When your employees see their digital personal brands as having more longevity than their jobs with you, or when their personal brand online is larger and more influential than your own, do you feel threatened?
There are three categories of brand awareness that each business has online. The first falls under the brand name. So, for example, FNB as a brand is recognised on Twitter as @FNBSA. However, if they had additional accounts for some of their individual products, these would fall under the second category of brand awareness. Say for example, if FNB were to start a Twitter account for their new exclusive home loans (in case you missed it, FNB now only offers mortgages to FNB current account holders), it would probably be called something like @FNBHomeLoans.
Still utilizing this example, the third category would be the employees of FNB who have accounts on social profiles under their own individual names but they also refer to their professional involvement with the FNB company brand or products. The most obvious example is Michael Jordaan, known as @MichaelJordaan on Twitter. Although he doesn’t mention that he is the CEO in his Twitter bio, it is common knowledge, plus he has listed the FNB website under his bio, so FNB is referenced in his account. For the record, he also tweets about the organisation. This is co-branding.
It’s so named when a personality in the organisation develops a personal brand that is inextricably linked to the company brand. Think of Steve Jobs and Apple. If the one gets a bad reputation, the feeling and the negative sentiment bleeds to the other. Right now, Jordaan does great things for the FNB brand, he’s likeable, smart and interesting but if FNB were to suddenly fail horribly for whatever reason, or if it were to be revealed that they had lied to or stolen from clients, he would most likely quickly fall out of good favour. Of course the reverse is also true.
It is therefore important to know how you want to deal with the ‘social media stars’ in your organisation. You may have some sales people or even admin staff with skills your brand needs; you may have some larger than life personalities who“shine” online and could use their talents and charisma to the organizations benefit. Just remember the trade-off and examine their posts closely. Their efforts and talents also need to be appropriately awarded. It is complex and requires internal regulation but in our opinion, the rewards seem to outweigh the risks.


EXERCISE REQUIREMENTS.
Which lines below contain the word "nach"? Copy each of them.

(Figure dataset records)
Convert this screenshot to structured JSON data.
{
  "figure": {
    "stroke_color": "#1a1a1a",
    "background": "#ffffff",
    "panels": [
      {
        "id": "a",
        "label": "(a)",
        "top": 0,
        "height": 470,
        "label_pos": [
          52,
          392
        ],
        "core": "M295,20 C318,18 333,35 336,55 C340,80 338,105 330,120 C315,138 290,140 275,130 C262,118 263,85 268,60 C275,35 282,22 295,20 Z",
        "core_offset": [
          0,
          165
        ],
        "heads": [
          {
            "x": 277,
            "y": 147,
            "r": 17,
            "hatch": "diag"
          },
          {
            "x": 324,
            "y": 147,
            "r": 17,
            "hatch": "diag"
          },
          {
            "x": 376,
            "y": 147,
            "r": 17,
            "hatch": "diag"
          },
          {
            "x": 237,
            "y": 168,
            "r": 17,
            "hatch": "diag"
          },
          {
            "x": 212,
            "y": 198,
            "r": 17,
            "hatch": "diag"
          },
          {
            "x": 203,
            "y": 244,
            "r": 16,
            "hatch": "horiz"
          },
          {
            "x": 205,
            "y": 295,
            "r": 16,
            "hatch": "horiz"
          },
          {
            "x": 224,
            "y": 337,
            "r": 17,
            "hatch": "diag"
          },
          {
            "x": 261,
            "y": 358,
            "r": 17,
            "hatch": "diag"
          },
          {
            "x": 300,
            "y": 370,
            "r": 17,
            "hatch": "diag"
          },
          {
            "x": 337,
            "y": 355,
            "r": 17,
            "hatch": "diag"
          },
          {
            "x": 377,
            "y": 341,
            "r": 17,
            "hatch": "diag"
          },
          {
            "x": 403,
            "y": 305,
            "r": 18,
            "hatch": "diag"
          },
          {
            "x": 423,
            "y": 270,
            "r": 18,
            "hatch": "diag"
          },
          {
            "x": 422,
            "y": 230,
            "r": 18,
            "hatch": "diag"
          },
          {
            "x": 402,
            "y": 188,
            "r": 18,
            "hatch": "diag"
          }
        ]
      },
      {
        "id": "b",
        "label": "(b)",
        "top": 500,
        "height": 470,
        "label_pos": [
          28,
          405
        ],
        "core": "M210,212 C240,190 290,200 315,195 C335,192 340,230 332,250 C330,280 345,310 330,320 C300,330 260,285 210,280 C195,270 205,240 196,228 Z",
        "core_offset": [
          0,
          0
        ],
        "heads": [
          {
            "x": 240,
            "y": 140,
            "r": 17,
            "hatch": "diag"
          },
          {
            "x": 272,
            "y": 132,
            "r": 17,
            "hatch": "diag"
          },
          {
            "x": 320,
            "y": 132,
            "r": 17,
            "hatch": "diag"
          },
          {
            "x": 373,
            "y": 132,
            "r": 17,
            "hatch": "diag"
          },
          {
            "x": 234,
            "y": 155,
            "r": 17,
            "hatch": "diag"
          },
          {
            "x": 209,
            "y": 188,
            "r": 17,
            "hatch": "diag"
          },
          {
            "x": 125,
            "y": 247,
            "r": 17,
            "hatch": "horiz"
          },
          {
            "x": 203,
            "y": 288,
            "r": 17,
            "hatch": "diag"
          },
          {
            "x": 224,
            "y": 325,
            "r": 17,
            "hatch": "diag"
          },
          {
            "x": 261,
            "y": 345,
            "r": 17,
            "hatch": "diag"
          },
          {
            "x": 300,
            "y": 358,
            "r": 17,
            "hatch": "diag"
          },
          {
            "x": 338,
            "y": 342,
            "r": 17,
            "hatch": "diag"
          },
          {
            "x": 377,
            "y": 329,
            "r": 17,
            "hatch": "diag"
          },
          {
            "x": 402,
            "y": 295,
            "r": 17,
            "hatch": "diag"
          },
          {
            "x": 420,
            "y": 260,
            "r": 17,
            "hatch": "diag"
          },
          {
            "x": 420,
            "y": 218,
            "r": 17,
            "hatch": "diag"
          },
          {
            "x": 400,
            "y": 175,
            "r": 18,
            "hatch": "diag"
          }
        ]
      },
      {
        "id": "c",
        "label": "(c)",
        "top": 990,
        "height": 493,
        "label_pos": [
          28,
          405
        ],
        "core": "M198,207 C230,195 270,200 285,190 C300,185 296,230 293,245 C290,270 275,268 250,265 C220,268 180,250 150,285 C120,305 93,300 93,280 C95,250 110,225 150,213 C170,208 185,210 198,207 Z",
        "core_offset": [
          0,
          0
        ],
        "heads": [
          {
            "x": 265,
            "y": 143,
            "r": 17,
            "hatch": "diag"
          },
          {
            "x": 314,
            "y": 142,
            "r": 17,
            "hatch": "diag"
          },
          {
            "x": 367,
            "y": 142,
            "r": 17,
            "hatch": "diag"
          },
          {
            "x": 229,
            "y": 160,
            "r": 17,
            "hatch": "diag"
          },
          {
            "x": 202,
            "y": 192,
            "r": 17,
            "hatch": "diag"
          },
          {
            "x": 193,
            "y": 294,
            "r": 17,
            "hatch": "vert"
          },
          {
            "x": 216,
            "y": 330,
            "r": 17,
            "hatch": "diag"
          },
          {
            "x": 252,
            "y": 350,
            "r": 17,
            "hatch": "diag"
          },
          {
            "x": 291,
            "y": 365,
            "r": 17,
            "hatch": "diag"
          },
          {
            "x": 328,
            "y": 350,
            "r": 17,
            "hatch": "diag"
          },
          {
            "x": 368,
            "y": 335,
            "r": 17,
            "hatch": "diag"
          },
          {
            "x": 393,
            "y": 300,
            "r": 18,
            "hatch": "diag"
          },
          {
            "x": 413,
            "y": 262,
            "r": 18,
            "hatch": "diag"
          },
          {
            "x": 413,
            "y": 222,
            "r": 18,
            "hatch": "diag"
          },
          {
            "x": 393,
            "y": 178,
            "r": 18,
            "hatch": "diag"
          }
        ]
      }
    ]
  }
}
...
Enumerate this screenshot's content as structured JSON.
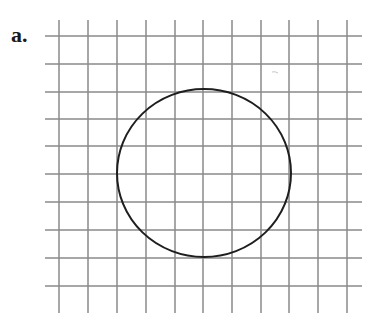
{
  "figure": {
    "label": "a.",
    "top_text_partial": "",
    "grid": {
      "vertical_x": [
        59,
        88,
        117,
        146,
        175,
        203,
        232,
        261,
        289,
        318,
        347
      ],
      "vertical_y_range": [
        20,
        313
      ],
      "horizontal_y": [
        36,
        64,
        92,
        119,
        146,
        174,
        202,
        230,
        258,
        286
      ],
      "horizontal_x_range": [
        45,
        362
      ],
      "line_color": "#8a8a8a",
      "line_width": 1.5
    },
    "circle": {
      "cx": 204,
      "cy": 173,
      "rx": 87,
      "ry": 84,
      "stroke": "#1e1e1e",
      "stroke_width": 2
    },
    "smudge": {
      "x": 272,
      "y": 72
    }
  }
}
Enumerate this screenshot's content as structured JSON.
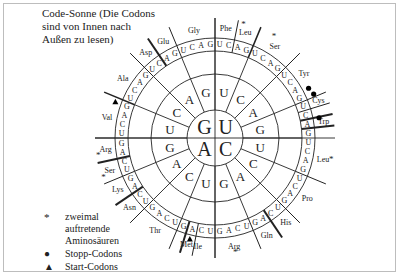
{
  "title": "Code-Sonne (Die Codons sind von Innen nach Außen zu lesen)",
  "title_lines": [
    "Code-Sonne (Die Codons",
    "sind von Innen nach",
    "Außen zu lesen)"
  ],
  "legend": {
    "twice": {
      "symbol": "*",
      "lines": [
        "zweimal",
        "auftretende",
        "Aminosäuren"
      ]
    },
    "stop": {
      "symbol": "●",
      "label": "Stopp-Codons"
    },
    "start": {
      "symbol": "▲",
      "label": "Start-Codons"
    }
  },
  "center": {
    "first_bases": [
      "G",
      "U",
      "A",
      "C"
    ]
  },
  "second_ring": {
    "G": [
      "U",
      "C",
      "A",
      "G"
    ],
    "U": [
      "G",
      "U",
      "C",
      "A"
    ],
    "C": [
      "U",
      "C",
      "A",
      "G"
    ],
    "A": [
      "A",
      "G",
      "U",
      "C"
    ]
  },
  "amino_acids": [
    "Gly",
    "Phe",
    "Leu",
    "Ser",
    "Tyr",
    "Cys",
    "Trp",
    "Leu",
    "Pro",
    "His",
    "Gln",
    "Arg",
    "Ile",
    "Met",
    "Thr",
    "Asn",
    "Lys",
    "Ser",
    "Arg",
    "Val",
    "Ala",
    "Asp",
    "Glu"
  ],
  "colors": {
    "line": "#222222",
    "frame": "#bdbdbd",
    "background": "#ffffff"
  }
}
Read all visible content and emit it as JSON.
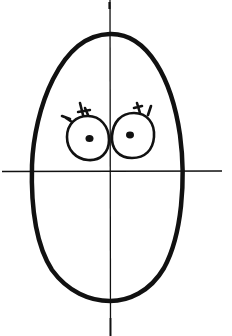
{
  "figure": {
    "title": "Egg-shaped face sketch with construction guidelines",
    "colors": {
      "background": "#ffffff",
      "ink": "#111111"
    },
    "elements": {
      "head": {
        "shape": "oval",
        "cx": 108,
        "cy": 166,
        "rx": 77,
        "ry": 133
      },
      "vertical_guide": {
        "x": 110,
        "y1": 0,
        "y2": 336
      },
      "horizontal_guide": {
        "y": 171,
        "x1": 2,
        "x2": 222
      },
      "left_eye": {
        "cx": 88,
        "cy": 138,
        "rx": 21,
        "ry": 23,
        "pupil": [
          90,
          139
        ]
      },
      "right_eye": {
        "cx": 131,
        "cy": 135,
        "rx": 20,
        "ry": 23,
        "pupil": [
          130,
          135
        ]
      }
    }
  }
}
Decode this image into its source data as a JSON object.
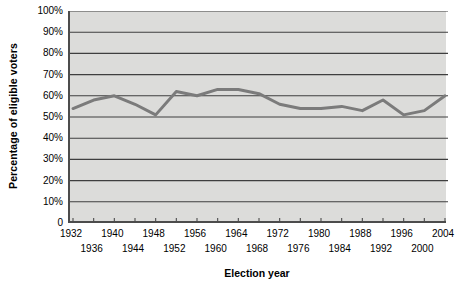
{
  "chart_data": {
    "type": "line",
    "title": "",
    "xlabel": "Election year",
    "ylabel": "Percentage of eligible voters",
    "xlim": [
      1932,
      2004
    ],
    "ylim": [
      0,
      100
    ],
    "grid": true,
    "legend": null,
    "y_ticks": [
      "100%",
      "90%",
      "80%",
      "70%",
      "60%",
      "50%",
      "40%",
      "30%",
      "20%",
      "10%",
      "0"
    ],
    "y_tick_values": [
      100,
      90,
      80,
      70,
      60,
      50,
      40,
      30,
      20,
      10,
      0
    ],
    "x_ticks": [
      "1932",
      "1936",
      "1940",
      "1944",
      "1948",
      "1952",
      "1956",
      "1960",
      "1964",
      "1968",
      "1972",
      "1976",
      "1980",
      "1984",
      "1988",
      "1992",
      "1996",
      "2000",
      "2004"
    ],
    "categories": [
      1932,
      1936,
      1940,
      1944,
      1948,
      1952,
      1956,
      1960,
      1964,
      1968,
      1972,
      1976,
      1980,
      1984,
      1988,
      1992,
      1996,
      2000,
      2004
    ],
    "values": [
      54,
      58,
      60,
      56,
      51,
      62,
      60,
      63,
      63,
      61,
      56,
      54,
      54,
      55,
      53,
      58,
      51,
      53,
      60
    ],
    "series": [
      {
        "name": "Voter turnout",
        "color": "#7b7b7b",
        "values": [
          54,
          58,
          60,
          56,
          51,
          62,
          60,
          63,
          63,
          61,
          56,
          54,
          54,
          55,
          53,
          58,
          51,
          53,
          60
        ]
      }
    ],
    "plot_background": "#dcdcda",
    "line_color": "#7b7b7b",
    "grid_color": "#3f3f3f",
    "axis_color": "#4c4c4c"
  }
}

RESULT OF THIS EXERCISE.
  "title": "Code-Sonne (Die Codons sind von Innen nach Außen zu lesen)",
    "sind von Innen nach",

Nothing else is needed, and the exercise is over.